[Data extracts Boundary: Start]

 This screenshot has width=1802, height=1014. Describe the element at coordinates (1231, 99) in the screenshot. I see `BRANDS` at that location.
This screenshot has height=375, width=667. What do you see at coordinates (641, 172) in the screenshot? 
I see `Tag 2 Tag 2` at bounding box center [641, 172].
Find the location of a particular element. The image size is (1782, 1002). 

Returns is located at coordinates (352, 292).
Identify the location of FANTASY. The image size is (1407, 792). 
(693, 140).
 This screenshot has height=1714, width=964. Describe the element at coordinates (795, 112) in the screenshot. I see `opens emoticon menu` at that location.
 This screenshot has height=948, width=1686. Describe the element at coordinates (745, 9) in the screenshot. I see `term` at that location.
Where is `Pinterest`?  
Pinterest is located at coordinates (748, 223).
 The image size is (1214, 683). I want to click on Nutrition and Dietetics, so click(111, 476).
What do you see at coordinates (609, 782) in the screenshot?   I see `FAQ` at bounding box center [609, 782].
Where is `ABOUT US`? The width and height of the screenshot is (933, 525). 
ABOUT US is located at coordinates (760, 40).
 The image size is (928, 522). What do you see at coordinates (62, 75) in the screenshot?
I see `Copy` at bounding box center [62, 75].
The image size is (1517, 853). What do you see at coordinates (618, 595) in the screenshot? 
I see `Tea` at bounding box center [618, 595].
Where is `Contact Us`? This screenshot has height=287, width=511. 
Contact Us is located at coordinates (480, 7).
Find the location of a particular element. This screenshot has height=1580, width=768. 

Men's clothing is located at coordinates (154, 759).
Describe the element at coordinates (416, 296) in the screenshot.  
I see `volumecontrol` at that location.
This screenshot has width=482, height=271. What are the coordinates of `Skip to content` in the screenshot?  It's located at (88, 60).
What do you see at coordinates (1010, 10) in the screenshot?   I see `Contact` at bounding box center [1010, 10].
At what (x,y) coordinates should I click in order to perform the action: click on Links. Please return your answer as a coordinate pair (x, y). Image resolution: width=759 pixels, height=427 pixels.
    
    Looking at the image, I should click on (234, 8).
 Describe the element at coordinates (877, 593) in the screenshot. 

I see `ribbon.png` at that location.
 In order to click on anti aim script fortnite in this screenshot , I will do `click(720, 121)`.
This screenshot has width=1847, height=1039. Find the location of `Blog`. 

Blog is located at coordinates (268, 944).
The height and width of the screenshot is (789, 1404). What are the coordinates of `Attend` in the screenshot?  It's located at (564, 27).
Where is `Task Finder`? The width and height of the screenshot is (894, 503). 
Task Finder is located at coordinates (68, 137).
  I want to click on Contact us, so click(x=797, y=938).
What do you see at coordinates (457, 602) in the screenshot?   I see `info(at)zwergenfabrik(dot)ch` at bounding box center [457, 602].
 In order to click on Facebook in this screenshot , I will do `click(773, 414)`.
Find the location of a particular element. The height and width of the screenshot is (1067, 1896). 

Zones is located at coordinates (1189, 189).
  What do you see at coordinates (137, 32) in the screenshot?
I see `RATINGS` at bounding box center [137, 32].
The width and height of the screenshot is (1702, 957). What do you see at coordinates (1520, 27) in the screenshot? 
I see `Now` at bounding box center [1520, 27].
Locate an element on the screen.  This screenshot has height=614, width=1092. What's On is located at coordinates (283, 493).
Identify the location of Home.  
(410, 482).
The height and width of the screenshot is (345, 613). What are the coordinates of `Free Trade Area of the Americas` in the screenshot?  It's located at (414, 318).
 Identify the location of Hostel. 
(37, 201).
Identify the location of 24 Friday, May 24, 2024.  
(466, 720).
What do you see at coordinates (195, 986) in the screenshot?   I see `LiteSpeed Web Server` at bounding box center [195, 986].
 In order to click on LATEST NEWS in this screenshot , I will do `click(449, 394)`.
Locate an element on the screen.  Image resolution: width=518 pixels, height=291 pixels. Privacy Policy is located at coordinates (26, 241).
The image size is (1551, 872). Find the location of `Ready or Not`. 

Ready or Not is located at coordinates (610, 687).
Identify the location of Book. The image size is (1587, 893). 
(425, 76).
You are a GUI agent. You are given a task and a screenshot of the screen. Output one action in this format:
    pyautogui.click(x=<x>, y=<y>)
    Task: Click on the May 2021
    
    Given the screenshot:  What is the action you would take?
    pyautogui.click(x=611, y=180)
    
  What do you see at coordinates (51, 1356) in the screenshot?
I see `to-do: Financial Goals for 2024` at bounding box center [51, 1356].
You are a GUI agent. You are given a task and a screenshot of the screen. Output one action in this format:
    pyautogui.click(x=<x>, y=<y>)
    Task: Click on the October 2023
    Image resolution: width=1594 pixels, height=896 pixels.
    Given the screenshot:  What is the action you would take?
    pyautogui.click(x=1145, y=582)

[Data extracts Boundary: End]

◆ What you should do
Apply a filter for "will" to the entries and show each line that passes.

◆ Expected answer
 In order to click on anti aim script fortnite in this screenshot , I will do `click(720, 121)`.
 In order to click on Facebook in this screenshot , I will do `click(773, 414)`.
 In order to click on LATEST NEWS in this screenshot , I will do `click(449, 394)`.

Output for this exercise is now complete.